We are the Warriors, in case you forgot
Yet again, Golden State hands out a dominant beat down with 132-105 win over Clippers
As Daniel Hardee said in our recap last night, “the Warriors didn’t just flip the playoff switch. They ripped it out of the wall and smashed the Clippers with it.”
With basketball coverage continuing to cross into the soap opera territory of professional wrestling, the narratives picked up by fans and media can overwhelm the actual game. As the Warriors rolled out a potent offensive attack, the storyline somehow coming in was about Durant’s lack of shot attempts.
As Kevin Durant said about the game two snafu, “[o]ur focus has been on point since late March, with the exception of like six minutes last game.” Last night was the cold splash of water on the weary faces of a league that’s spent years watching the Warriors be really, really good.
Ok, Durant’s “six minutes” estimate may be a bit short - after all, this is a team that lost to the Dallas Mavericks by 35 points on March 23rd - but the point is a valid reminder of what people are choosing to see in Golden State, as compared to how the historical inertia should define this team.
Do you see a team that coughed up the largest comeback to the Los Angeles Clippers by giving up 85 points in the second half of game two? Or do you see a well-balanced team of veteran all stars, led by two of the best players in the league? We may have been wrong with our sweep predictions, but as elucidated by last night’s 27 points victory, the Warriors are just a higher tier of basketball team.
“I’m Kevin Durant,” and the players that make the team work
While this team prides itself on their egalitarian game planning, everything starts with our top talent.
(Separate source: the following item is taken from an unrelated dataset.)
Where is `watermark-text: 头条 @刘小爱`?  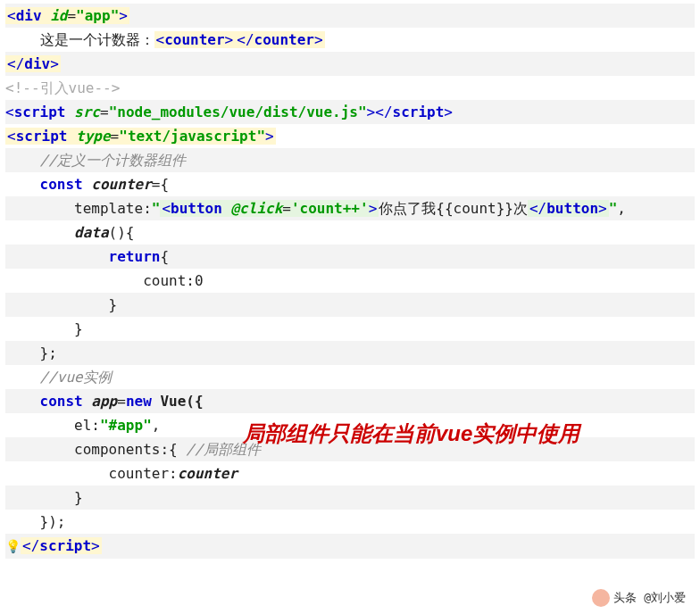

The fact that Kevin Durant, Stephen Curry, Klay Thompson, Andre Iguodala, and Draymond Green are on this team is really the strongest corollary factor for why the Warriors are so elite.
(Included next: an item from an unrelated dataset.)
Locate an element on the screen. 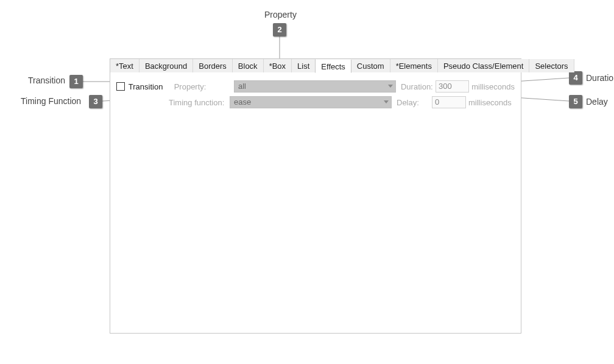  callout-label-delay: Delay is located at coordinates (597, 102).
Durant (27.3 points per game) and Curry (29.3) are driving most of the scoring against the Clippers in this series so far. Not remarkable, given who these guys are. But take a moment to appreciate how Kerr has maximized the teams scoring efficiency. The Warriors lead the playoffs with scoring efficiency (both eFG and TS%), while posting an assist percentage of over 71% (again, tops in the playoffs). This has long been Kerr’s mantra and Durant and Curry are the best at toeing the line between unselfishness and inflicting their own brand of lethal scoring.
When it all comes together, it sets up an irrepressible attack of the basket from all over the court.
no love for the rim last night pic.twitter.com/cBm5yZrJT0
— Golden State Warriors (@warriors) April 19, 2019
No, Patrick Beverley isn’t in Durant’s head. Just like the overhyped Fat Jimmy defense of Matthew Dellavedova, the broader narrative seems to have lost track of just how bad these Clippers are getting trounced by the Warriors offense. Here’s Zach Harper comparing the series offense to the Warriors regular season (where they averaged around 115 points per 100 possessions):
In Game 3, Beverley defended Durant on 21 possessions, according to Second Spectrum. Durant went 6-of-7 from the field for 13 points, and the Warriors scored 28 points (133.3 points per 100 possessions). That’s a grand total of 132 points on 105 possessions (125.7 offensive rating) with KD scoring 36 points on 14-of-19 shooting (73.6 percent).
All the pieces around the edges are coming together
Stephen Curry’s rebounding, and Draymond Green’s assists are two “secondary” aspects of players that can be easily overshadowed by their more dominant skill sets. Green leads the team with an average of 8.7 assists per game, and he had 10 last night. Curry’s seven rebounds per game is second only to Andrew Bogut. In his first game back as a starter for the Warriors in the playoffs since 2016 the Aussie was phenomenal last night with 14 rebounds, eight points, and five assists in 25 superb minutes.
And speaking of the Center rotation, Kevon Looney chipped in 10 points on just seven shot attempts, and played an impactful 17 minutes of utilitarian defense.
Saw this play last night and immediately saved it. Without KD on the floor, the Warriors were able to execute that famous action for Curry on the strong-side wing.
— Shane Young (@YoungNBA) April 19, 2019
But, with a wrinkle. Curry’s impact just by moving a few feet: pic.twitter.com/ebwDj3xlsf
Lou Williams and Montrezl Harrell, two players that torched the Warriors in the game two loss were well contained - just 16 and 15 points on the night, respectively. Some of that was adjustments from Warriors players and coaching staff, but this is exactly the sort of defensive switch that many of the faithful have been waiting to see.
Two more wins and Golden State can broach the next stage of their journey towards a threepeat. Everything else is just noise.